A Life Fashioned by His Hand
This is the story of how Leslie Ann became Akanke Tiamoyo Rasheed — a journey through corporate success, radical faith, the discovery of Islam, and the quiet unfolding of a divine assignment.
"And He fashioned you, and perfected your forms."

The Life I Had
Before there was Akanke, there was Leslie Ann — a girl with steady eyes and a quiet inner world, already aware that life was asking something of her she could not yet name.
By 1989 I had arrived where the world told me to aim. Atlanta. A software company. A career that was rising. I drove a Mazda RX7, a small joyful indulgence that made every commute feel like freedom. I had an apartment I loved, full of the kind of soft afternoon light that quiets the mind.
From the outside, everything looked complete. From the inside, something subtle but persistent kept whispering — this is not all.

The Seminar That Changed Everything
A friend invited me to a Sondra Ray seminar called "Create a Life You Love." I did not know it then, but I was walking into a threshold.
Somewhere in that room, something shifted. Not loud, not theatrical — just a quiet inner knowing that the life I had built was not the life I had been created for. There was something more, and it was already calling my name.

The Radical Faith
I followed the call to a six-month program in Connecticut, immersing myself in A Course in Miracles and a community of spiritual seekers. I borrowed from my 401K to do it. I left the corporate life I had worked for. I trusted the pull.
My mother worried. She was certain I had joined a cult. I understood her fear — but I also knew that what was happening in me was not loss. It was return. A return to a self I had not yet met, but somehow remembered.

The Epiphany
Back in Atlanta, the seeking deepened. I read voraciously — The Book of African Names, Know Thyself, texts on African consciousness and the spiritual inheritance of my ancestors. I was searching for something whole — a faith that honored my mind, my body, my lineage, and my soul all at once.
And then I met Islam. Not as a foreign thing, but as a homecoming. A faith that called me to remember my Creator, to know myself in order to know my Lord, and to walk through the world as a witness to His mercy. Everything I had been gathering — every book, every teacher, every quiet ache — had been preparing me to recognize Him.
The Becoming

I shed the name I had been given and accepted the name He had been writing for me all along.
The path of becoming was not gentle. There was bankruptcy. There was the humility of moving back in with my mother. There were seasons where everything I thought I had built dissolved in my hands.
But Allah was teaching me something I could not have learned any other way: that I was never the builder. He was. And what He fashions does not break — it ripens.
My Divine Assignment
Out of all of it — the corporate years, the seeking, the conversion, the unraveling, the rebuilding — a calling emerged. Clear and quiet and unmistakable.
I was made to be a beacon. To stand at the threshold and witness women as they cross into their becoming. To hold sacred space for the questions, the grief, the longing, and the slow, holy work of returning to oneself and to Allah.
This is the work of Sacred Ascension. This is why I am here.

Will you walk with me?
If something in my story stirred something in yours, I would be honored to gather with you. Come sit in the circle of He Fashioned You — a sacred masterclass for Muslim women ready to cross into their own becoming.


Pull every line containing "name" from the data.

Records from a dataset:
- Opening Delimiter -

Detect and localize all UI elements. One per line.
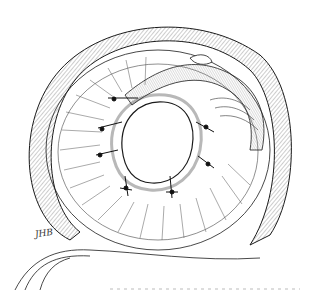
cords <box>15 250 260 290</box>
central-opening <box>112 95 202 190</box>
tendon-tip <box>190 55 212 65</box>
anatomical-illustration <box>0 0 309 292</box>
cutoff-caption <box>0 286 309 292</box>
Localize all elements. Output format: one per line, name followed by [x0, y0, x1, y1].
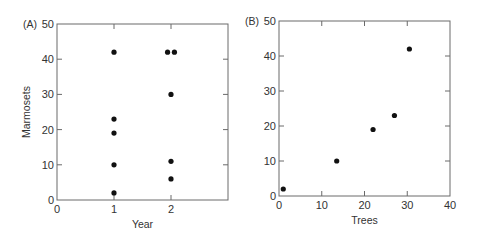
y-tick-label: 30	[42, 88, 54, 100]
data-point	[111, 162, 116, 167]
y-axis-label: Marmosets	[20, 86, 32, 138]
data-point	[111, 50, 116, 55]
y-tick-label: 50	[42, 18, 54, 30]
data-point	[168, 176, 173, 181]
y-tick-label: 30	[264, 85, 276, 97]
data-point	[172, 50, 177, 55]
data-point	[111, 131, 116, 136]
x-tick-label: 20	[358, 199, 370, 211]
scatter-panel-b: 01020304050010203040Trees(B)	[245, 15, 456, 226]
plot-frame	[279, 21, 450, 196]
x-tick-label: 1	[111, 203, 117, 215]
data-point	[165, 50, 170, 55]
data-point	[392, 113, 397, 118]
data-point	[111, 190, 116, 195]
x-axis-label: Year	[132, 218, 154, 230]
data-point	[168, 92, 173, 97]
data-point	[111, 116, 116, 121]
x-tick-label: 30	[401, 199, 413, 211]
data-point	[407, 46, 412, 51]
y-tick-label: 40	[264, 50, 276, 62]
data-point	[168, 159, 173, 164]
x-axis-label: Trees	[351, 214, 377, 226]
data-point	[370, 127, 375, 132]
panel-label: (A)	[23, 18, 37, 30]
data-point	[281, 186, 286, 191]
y-tick-label: 50	[264, 15, 276, 27]
scatter-panel-a: 01020304050012YearMarmosets(A)	[20, 18, 228, 230]
panel-label: (B)	[245, 15, 259, 27]
x-tick-label: 2	[168, 203, 174, 215]
y-tick-label: 10	[42, 159, 54, 171]
x-tick-label: 40	[444, 199, 456, 211]
y-tick-label: 40	[42, 53, 54, 65]
y-tick-label: 10	[264, 155, 276, 167]
x-tick-label: 0	[54, 203, 60, 215]
x-tick-label: 0	[276, 199, 282, 211]
data-point	[334, 158, 339, 163]
x-tick-label: 10	[316, 199, 328, 211]
chart-canvas: 01020304050012YearMarmosets(A)0102030405…	[0, 0, 480, 240]
plot-frame	[57, 24, 228, 200]
y-tick-label: 20	[264, 120, 276, 132]
y-tick-label: 20	[42, 124, 54, 136]
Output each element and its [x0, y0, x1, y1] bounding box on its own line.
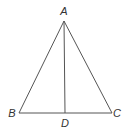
- segment-ab: [19, 21, 64, 113]
- vertex-label-a: A: [59, 5, 67, 17]
- segment-ac: [64, 21, 112, 113]
- segment-ad: [64, 21, 65, 113]
- vertex-label-c: C: [113, 107, 121, 119]
- diagram-canvas: A B C D: [0, 0, 133, 130]
- segments: [19, 21, 112, 113]
- triangle-diagram: A B C D: [0, 0, 133, 130]
- vertex-label-d: D: [61, 117, 69, 129]
- vertex-label-b: B: [8, 107, 15, 119]
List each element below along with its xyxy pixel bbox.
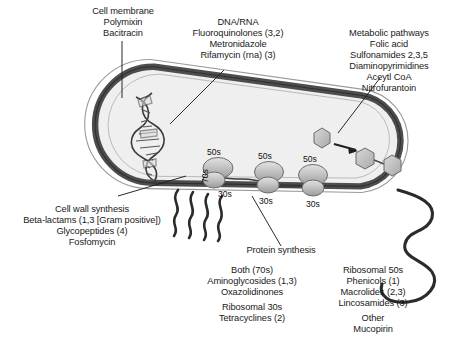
- label-dna-rna-line-3: Rifamycin (rna) (3): [172, 50, 304, 61]
- label-cell-membrane-line-1: Polymixin: [62, 17, 184, 28]
- hexagon-product-2: [384, 155, 401, 176]
- label-protein-synthesis: Protein synthesis: [226, 245, 336, 256]
- label-dna-rna: DNA/RNA Fluoroquinolones (3,2) Metronida…: [172, 17, 304, 61]
- figure-canvas: Cell membrane Polymixin Bacitracin DNA/R…: [0, 0, 469, 342]
- label-both-line-1: Aminoglycosides (1,3): [182, 276, 322, 287]
- label-ribosomal50s-line-1: Phenicols (1): [311, 276, 435, 287]
- label-metabolic-line-4: Aceytl CoA: [321, 72, 457, 83]
- label-ribosomal50s-line-0: Ribosomal 50s: [311, 265, 435, 276]
- label-ribosomal50s-line-3: Lincosamides (3): [311, 298, 435, 309]
- label-dna-rna-line-0: DNA/RNA: [172, 17, 304, 28]
- ribosome-1-50s-label: 50s: [207, 147, 221, 157]
- ribosome-3-30s-label: 30s: [306, 199, 320, 209]
- ribosome-3-50s-label: 50s: [303, 154, 317, 164]
- label-metabolic-line-1: Folic acid: [321, 39, 457, 50]
- label-metabolic-line-5: Nitrofurantoin: [321, 83, 457, 94]
- ribosome-1-30s-label: 30s: [218, 189, 232, 199]
- hexagon-product-1: [356, 148, 374, 169]
- label-ribosome-50s: Ribosomal 50s Phenicols (1) Macrolides (…: [311, 265, 435, 336]
- hexagon-substrate: [314, 128, 330, 148]
- label-metabolic-pathways: Metabolic pathways Folic acid Sulfonamid…: [321, 28, 457, 95]
- label-dna-rna-line-1: Fluoroquinolones (3,2): [172, 28, 304, 39]
- label-both-line-0: Both (70s): [182, 265, 322, 276]
- label-ribosomal30s-line-0: Ribosomal 30s: [182, 302, 322, 313]
- ribosome-2: [255, 162, 284, 194]
- ribosome-2-50s-label: 50s: [258, 151, 272, 161]
- label-ribosomal50s-line-2: Macrolides (2,3): [311, 287, 435, 298]
- label-cell-wall-line-1: Beta-lactams (1,3 [Gram positive]): [2, 215, 182, 226]
- label-ribosomal30s-line-1: Tetracyclines (2): [182, 313, 322, 324]
- label-cell-membrane-line-0: Cell membrane: [62, 6, 184, 17]
- label-cell-membrane: Cell membrane Polymixin Bacitracin: [62, 6, 184, 39]
- label-cell-wall-line-2: Glycopeptides (4): [2, 226, 182, 237]
- ribosome-3: [299, 165, 328, 197]
- label-ribosome-both: Both (70s) Aminoglycosides (1,3) Oxazoli…: [182, 265, 322, 324]
- label-metabolic-line-3: Diaminopyrimidines: [321, 61, 457, 72]
- label-dna-rna-line-2: Metronidazole: [172, 39, 304, 50]
- label-protein-synthesis-line-0: Protein synthesis: [226, 245, 336, 256]
- label-cell-wall-line-0: Cell wall synthesis: [2, 204, 182, 215]
- ribosome-1-70s-label: 70s: [200, 169, 210, 183]
- label-cell-wall-line-3: Fosfomycin: [2, 237, 182, 248]
- label-cell-wall-synthesis: Cell wall synthesis Beta-lactams (1,3 [G…: [2, 204, 182, 248]
- label-cell-membrane-line-2: Bacitracin: [62, 28, 184, 39]
- label-metabolic-line-2: Sulfonamides 2,3,5: [321, 50, 457, 61]
- label-metabolic-line-0: Metabolic pathways: [321, 28, 457, 39]
- label-other-line-1: Mucopirin: [311, 324, 435, 335]
- label-both-line-2: Oxazolidinones: [182, 287, 322, 298]
- label-other-line-0: Other: [311, 313, 435, 324]
- ribosome-2-30s-label: 30s: [259, 196, 273, 206]
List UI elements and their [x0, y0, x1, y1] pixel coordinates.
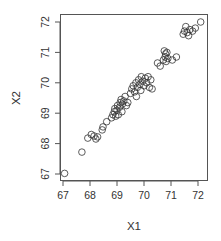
y-axis: 676869707172: [39, 16, 60, 180]
scatter-plot: 676869707172 676869707172 X1 X2: [0, 0, 221, 241]
x-axis: 676869707172: [57, 181, 204, 201]
data-points: [61, 19, 204, 177]
x-tick-label: 72: [192, 189, 204, 201]
x-tick-label: 67: [57, 189, 69, 201]
y-tick-label: 70: [39, 77, 51, 89]
data-point: [79, 149, 86, 156]
y-tick-label: 72: [39, 16, 51, 28]
x-tick-label: 69: [111, 189, 123, 201]
data-point: [61, 170, 68, 177]
data-point: [197, 19, 204, 26]
y-tick-label: 69: [39, 107, 51, 119]
y-tick-label: 71: [39, 46, 51, 58]
data-point: [85, 135, 92, 142]
y-axis-title: X2: [10, 91, 22, 105]
x-tick-label: 71: [165, 189, 177, 201]
x-tick-label: 68: [84, 189, 96, 201]
x-tick-label: 70: [138, 189, 150, 201]
y-tick-label: 68: [39, 138, 51, 150]
y-tick-label: 67: [39, 168, 51, 180]
x-axis-title: X1: [127, 220, 141, 232]
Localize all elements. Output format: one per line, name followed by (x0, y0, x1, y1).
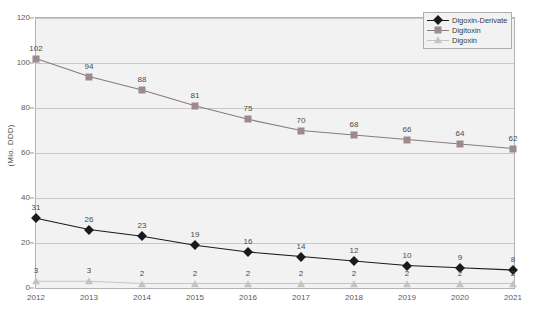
data-point-label: 94 (85, 63, 94, 71)
data-point-marker (510, 145, 517, 152)
y-axis-ticks: 020406080100120 (8, 0, 30, 323)
x-tick-label: 2012 (27, 294, 45, 302)
y-tick-label: 60 (10, 149, 30, 157)
data-point-label: 31 (32, 204, 41, 212)
legend-marker-square-icon (435, 27, 442, 34)
x-tick-label: 2021 (504, 294, 522, 302)
y-tick-label: 0 (10, 284, 30, 292)
y-tick-mark (30, 153, 34, 154)
data-point-label: 3 (34, 267, 38, 275)
data-point-label: 3 (87, 267, 91, 275)
data-point-marker (298, 127, 305, 134)
legend-key (427, 36, 449, 45)
data-point-label: 9 (458, 254, 462, 262)
legend-label: Digitoxin (452, 27, 481, 35)
data-point-marker (139, 87, 146, 94)
data-point-marker (138, 280, 146, 287)
data-point-marker (86, 73, 93, 80)
data-point-label: 26 (85, 216, 94, 224)
y-tick-mark (30, 18, 34, 19)
x-tick-label: 2016 (239, 294, 257, 302)
legend-item: Digitoxin (427, 26, 507, 35)
x-tick-label: 2013 (80, 294, 98, 302)
data-point-label: 68 (350, 121, 359, 129)
legend-key (427, 26, 449, 35)
data-point-marker (245, 116, 252, 123)
y-tick-mark (30, 288, 34, 289)
legend-label: Digoxin (452, 37, 477, 45)
data-point-label: 75 (244, 105, 253, 113)
data-point-label: 8 (511, 256, 515, 264)
data-point-label: 70 (297, 117, 306, 125)
data-point-label: 2 (140, 270, 144, 278)
data-point-marker (85, 277, 93, 284)
data-point-marker (351, 132, 358, 139)
y-tick-label: 120 (10, 14, 30, 22)
data-point-label: 2 (193, 270, 197, 278)
y-tick-label: 80 (10, 104, 30, 112)
x-tick-label: 2014 (133, 294, 151, 302)
y-tick-mark (30, 108, 34, 109)
data-point-label: 2 (405, 270, 409, 278)
plot-area: 3126231916141210981029488817570686664623… (35, 17, 515, 289)
legend-label: Digoxin-Derivate (452, 17, 507, 25)
data-point-marker (509, 280, 517, 287)
data-point-label: 23 (138, 222, 147, 230)
data-point-label: 19 (191, 231, 200, 239)
series-line (36, 218, 513, 270)
data-point-label: 2 (511, 270, 515, 278)
legend: Digoxin-DerivateDigitoxinDigoxin (423, 12, 512, 49)
x-tick-label: 2017 (292, 294, 310, 302)
y-tick-label: 20 (10, 239, 30, 247)
data-point-marker (192, 102, 199, 109)
legend-item: Digoxin (427, 36, 507, 45)
data-point-label: 12 (350, 247, 359, 255)
data-point-marker (244, 280, 252, 287)
series-lines (36, 18, 514, 288)
data-point-marker (457, 141, 464, 148)
data-point-marker (33, 55, 40, 62)
y-tick-label: 40 (10, 194, 30, 202)
data-point-marker (403, 280, 411, 287)
legend-marker-diamond-icon (433, 15, 443, 25)
data-point-marker (191, 280, 199, 287)
data-point-label: 102 (29, 45, 42, 53)
data-point-label: 88 (138, 76, 147, 84)
data-point-label: 2 (458, 270, 462, 278)
x-tick-label: 2019 (398, 294, 416, 302)
y-tick-label: 100 (10, 59, 30, 67)
data-point-label: 66 (403, 126, 412, 134)
x-tick-label: 2015 (186, 294, 204, 302)
data-point-label: 14 (297, 243, 306, 251)
series-line (36, 281, 513, 283)
data-point-marker (32, 277, 40, 284)
data-point-label: 10 (403, 252, 412, 260)
data-point-label: 2 (352, 270, 356, 278)
y-tick-mark (30, 243, 34, 244)
data-point-marker (456, 280, 464, 287)
legend-key (427, 16, 449, 25)
x-tick-label: 2018 (345, 294, 363, 302)
legend-item: Digoxin-Derivate (427, 16, 507, 25)
series-line (36, 59, 513, 149)
data-point-label: 2 (299, 270, 303, 278)
y-tick-mark (30, 198, 34, 199)
data-point-marker (297, 280, 305, 287)
line-chart: (Mio. DDD) 020406080100120 3126231916141… (0, 0, 537, 323)
data-point-label: 81 (191, 92, 200, 100)
data-point-marker (404, 136, 411, 143)
data-point-label: 16 (244, 238, 253, 246)
data-point-label: 64 (456, 130, 465, 138)
legend-marker-triangle-icon (434, 36, 442, 43)
x-tick-label: 2020 (451, 294, 469, 302)
data-point-label: 2 (246, 270, 250, 278)
data-point-label: 62 (509, 135, 518, 143)
y-tick-mark (30, 63, 34, 64)
data-point-marker (350, 280, 358, 287)
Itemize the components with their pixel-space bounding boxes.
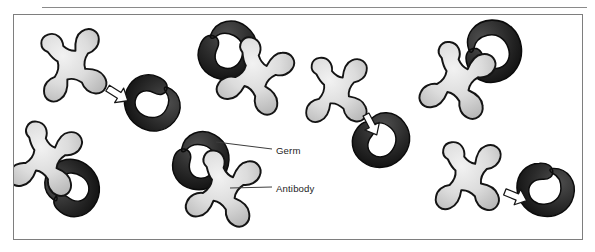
pair-bottom-right [430,137,575,217]
label-antibody: Antibody [276,183,315,194]
pair-top-center [190,11,298,118]
pair-top-right [417,14,528,121]
pair-middle-center [299,52,421,180]
figure-canvas: Germ Antibody [0,0,595,252]
pair-bottom-left [7,119,111,226]
label-germ: Germ [276,145,301,156]
pair-bottom-center-labeled [167,125,262,228]
pair-top-left [27,20,190,141]
diagram-artwork [0,0,595,252]
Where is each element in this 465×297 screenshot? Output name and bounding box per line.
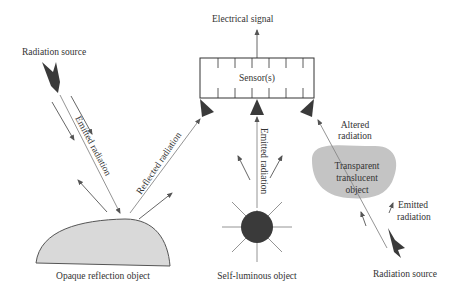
electrical-signal-label: Electrical signal (212, 14, 274, 24)
left-emitted-beam (60, 95, 120, 213)
right-emitted-arrow-2 (389, 203, 393, 213)
middle-emitted-label: Emitted radiation (259, 128, 269, 194)
sensing-diagram: Electrical signal Sensor(s) Radiation so… (0, 0, 465, 297)
middle-side-arrow-right (270, 156, 282, 178)
sensor-input-right-icon (300, 99, 314, 117)
altered-label-1: Altered (341, 120, 370, 130)
right-emitted-label-1: Emitted (398, 200, 428, 210)
left-emitted-label: Emitted radiation (73, 114, 113, 177)
self-luminous-label: Self-luminous object (217, 271, 297, 281)
transparent-label-3: object (345, 185, 369, 195)
left-source-label: Radiation source (22, 47, 86, 57)
right-source-icon (388, 228, 405, 258)
opaque-object (36, 219, 170, 266)
sensor-box: Sensor(s) (200, 58, 314, 98)
altered-label-2: radiation (338, 131, 372, 141)
right-source-label: Radiation source (373, 269, 437, 279)
sensor-input-middle-icon (250, 99, 264, 115)
transparent-label-2: translucent (336, 173, 378, 183)
scatter-arrow-left (78, 180, 107, 212)
left-source-icon (42, 62, 60, 93)
opaque-object-label: Opaque reflection object (56, 271, 150, 281)
sensor-input-left-icon (200, 99, 214, 117)
right-emitted-arrow-1 (361, 212, 366, 226)
right-emitted-label-2: radiation (397, 212, 431, 222)
middle-side-arrow-left (238, 156, 250, 180)
sensor-label: Sensor(s) (239, 73, 275, 84)
scatter-arrow-right (139, 193, 172, 219)
self-luminous-object (241, 211, 273, 243)
transparent-label-1: Transparent (334, 161, 379, 171)
reflected-label: Reflected radiation (134, 130, 183, 196)
left-emitted-arrow-1 (52, 102, 74, 140)
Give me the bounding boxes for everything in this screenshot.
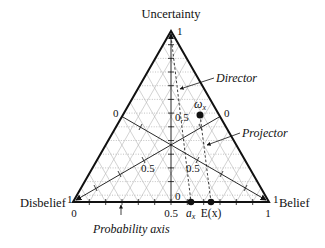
uncertainty-label: Uncertainty	[141, 7, 201, 21]
opinion-point	[197, 112, 204, 119]
uncertainty-half-label: 0.5	[175, 111, 189, 123]
probability-tick-half: 0.5	[164, 207, 178, 219]
belief-label: Belief	[279, 196, 310, 210]
probability-axis-label: Probability axis	[92, 222, 170, 236]
disbelief-vertex-value: 1	[67, 193, 73, 205]
disbelief-label: Disbelief	[20, 196, 67, 210]
belief-half-label: 0.5	[186, 162, 200, 174]
uncertainty-vertex-value: 1	[177, 25, 183, 37]
uncertainty-zero-label: 0	[175, 190, 181, 202]
probability-tick-1: 1	[265, 207, 271, 219]
axes	[76, 34, 266, 202]
disbelief-half-label: 0.5	[141, 162, 155, 174]
right-edge-zero-label: 0	[224, 107, 230, 119]
projector-line	[200, 115, 211, 202]
projector-label: Projector	[241, 126, 288, 140]
base-rate-point	[188, 199, 195, 206]
probability-tick-0: 0	[71, 207, 77, 219]
base-rate-label: ax	[186, 207, 196, 221]
director-label: Director	[215, 71, 257, 85]
expectation-label: E(x)	[201, 207, 222, 220]
opinion-triangle-diagram: Uncertainty 1 Disbelief 1 Belief 1 0 0 0…	[0, 0, 325, 248]
belief-vertex-value: 1	[273, 193, 279, 205]
expectation-point	[208, 199, 215, 206]
left-edge-zero-label: 0	[113, 107, 119, 119]
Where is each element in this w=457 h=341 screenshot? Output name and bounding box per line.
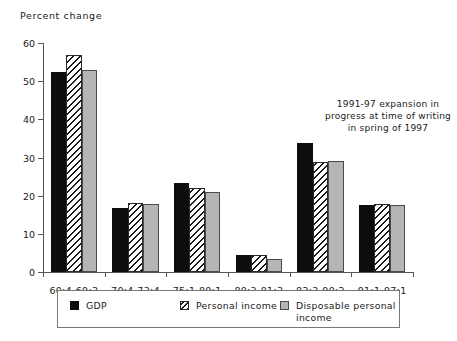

- Closing Delimiter -

Result
Localize all elements. Output format: one per line, name followed by [x0, y0, x1, y1].
Localize all elements. Output format: one per line, name followed by (x0, y0, x1, y1).
Where is each element in this 465×297 screenshot? Output name and bounding box per line.
Where is each element in this w=457 h=341 screenshot? Output name and bounding box per line.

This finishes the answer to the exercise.